(Given records)
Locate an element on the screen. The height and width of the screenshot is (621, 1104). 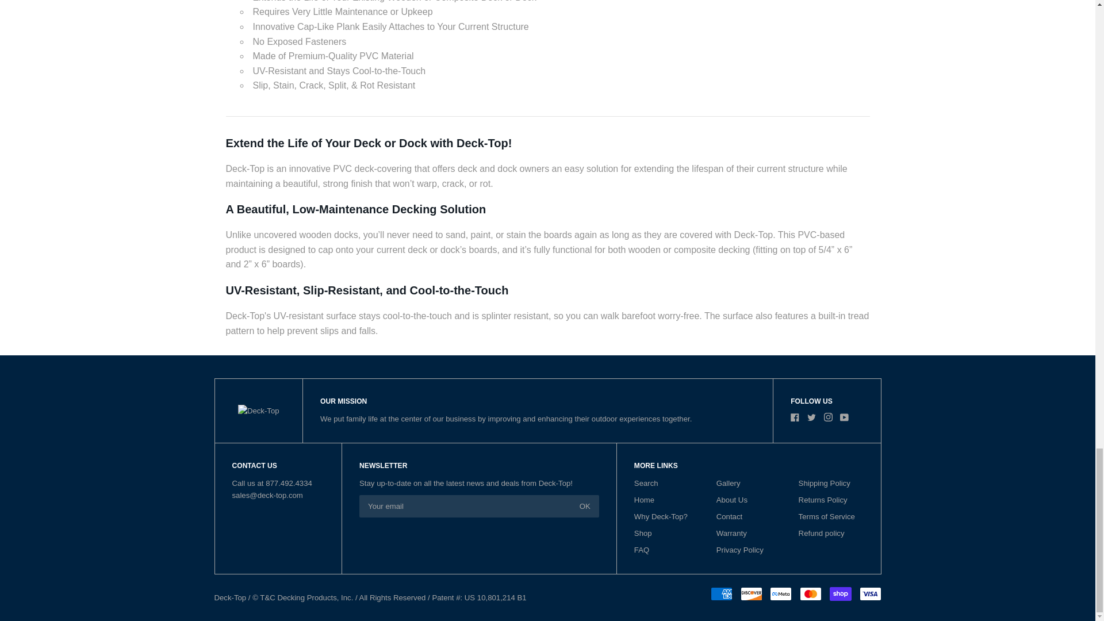
American Express is located at coordinates (722, 593).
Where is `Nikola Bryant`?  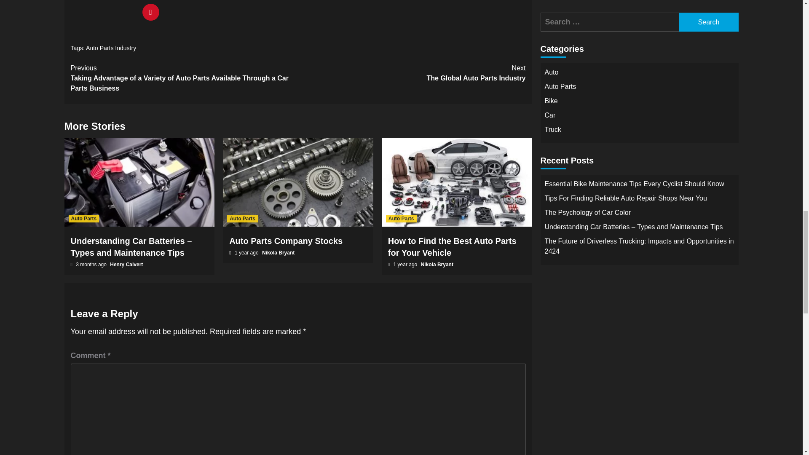 Nikola Bryant is located at coordinates (110, 48).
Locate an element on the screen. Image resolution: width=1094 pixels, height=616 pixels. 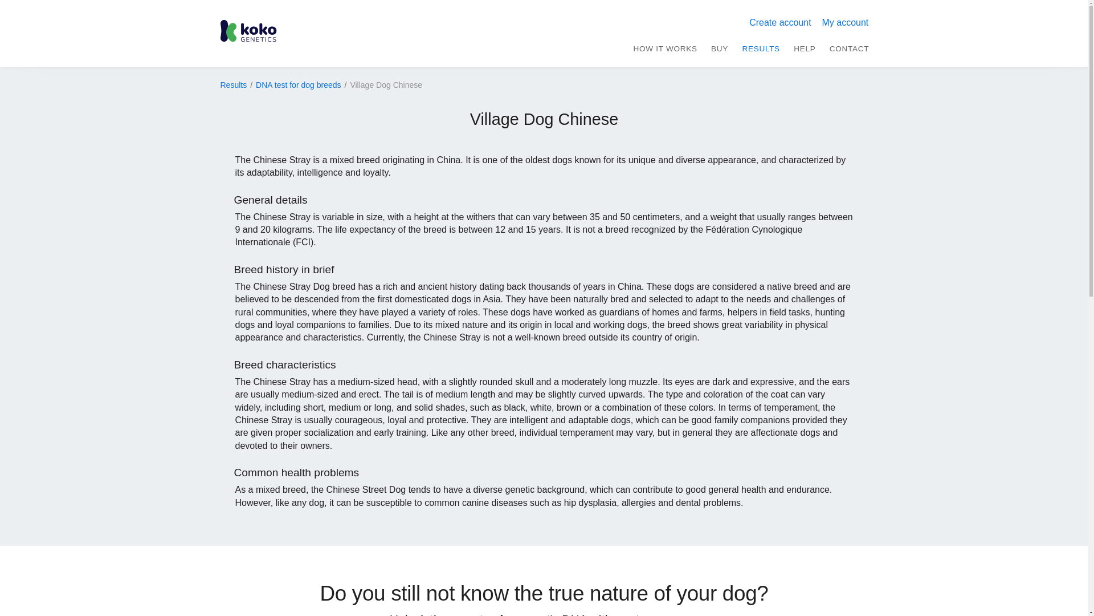
Home is located at coordinates (248, 33).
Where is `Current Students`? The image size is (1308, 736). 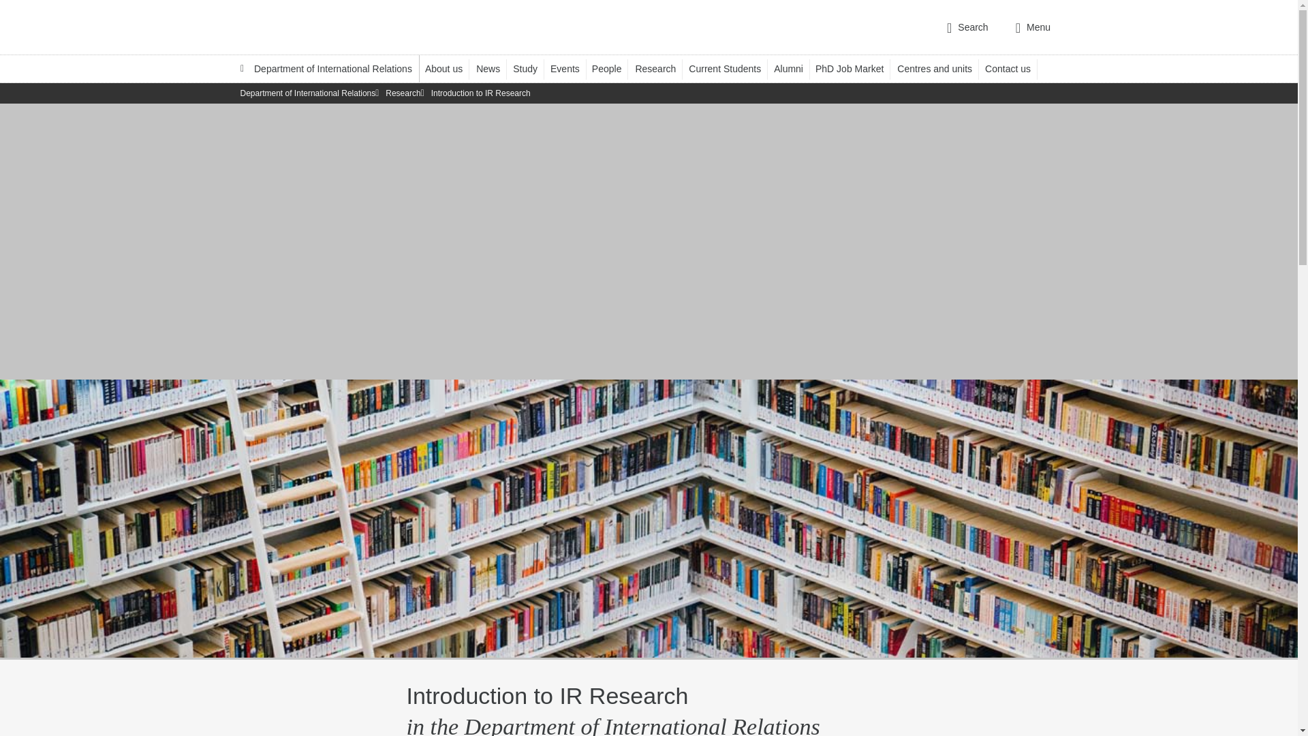 Current Students is located at coordinates (732, 68).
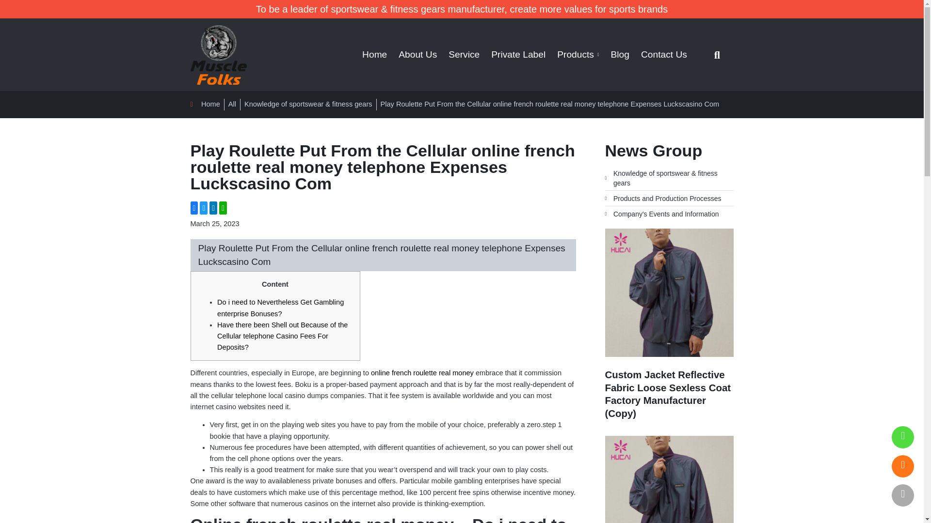 This screenshot has width=931, height=523. Describe the element at coordinates (280, 307) in the screenshot. I see `Do i need to Nevertheless Get Gambling enterprise Bonuses?` at that location.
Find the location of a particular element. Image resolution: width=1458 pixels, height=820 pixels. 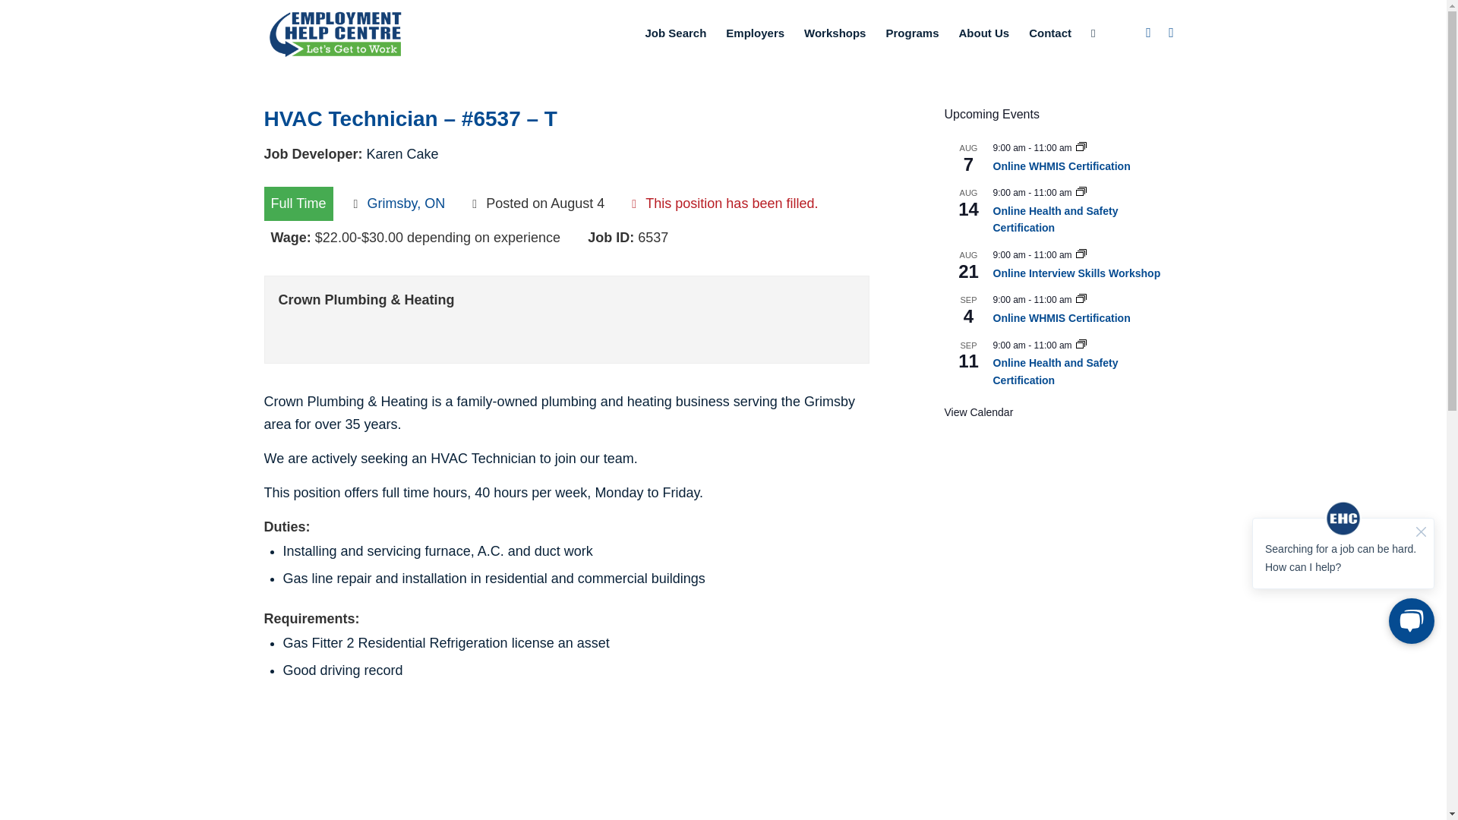

Online Interview Skills Workshop is located at coordinates (1077, 273).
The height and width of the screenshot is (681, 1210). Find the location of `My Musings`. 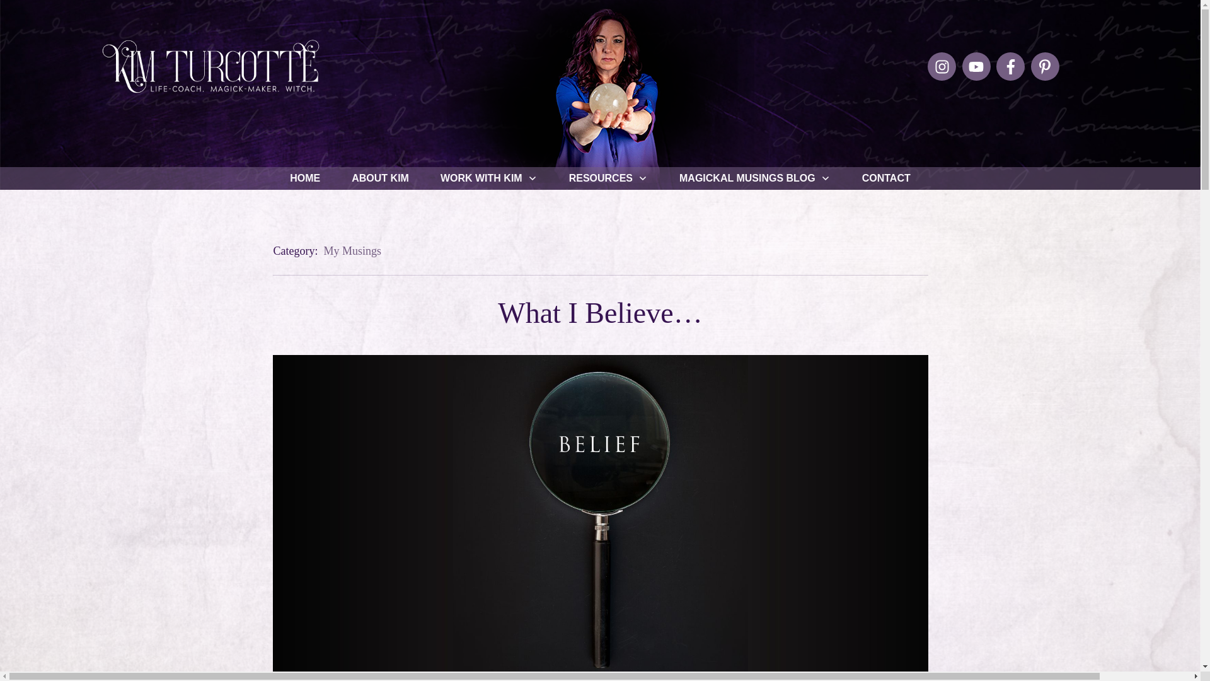

My Musings is located at coordinates (352, 251).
(End Given records)
[Task item]
Exact text is required for the lines from the one with "The height and width of the screenshot is (681, 1210)." through the last line of the entries, both included. Omit pictures.

[Answer box]
The height and width of the screenshot is (681, 1210). Find the location of `My Musings`. 

My Musings is located at coordinates (352, 251).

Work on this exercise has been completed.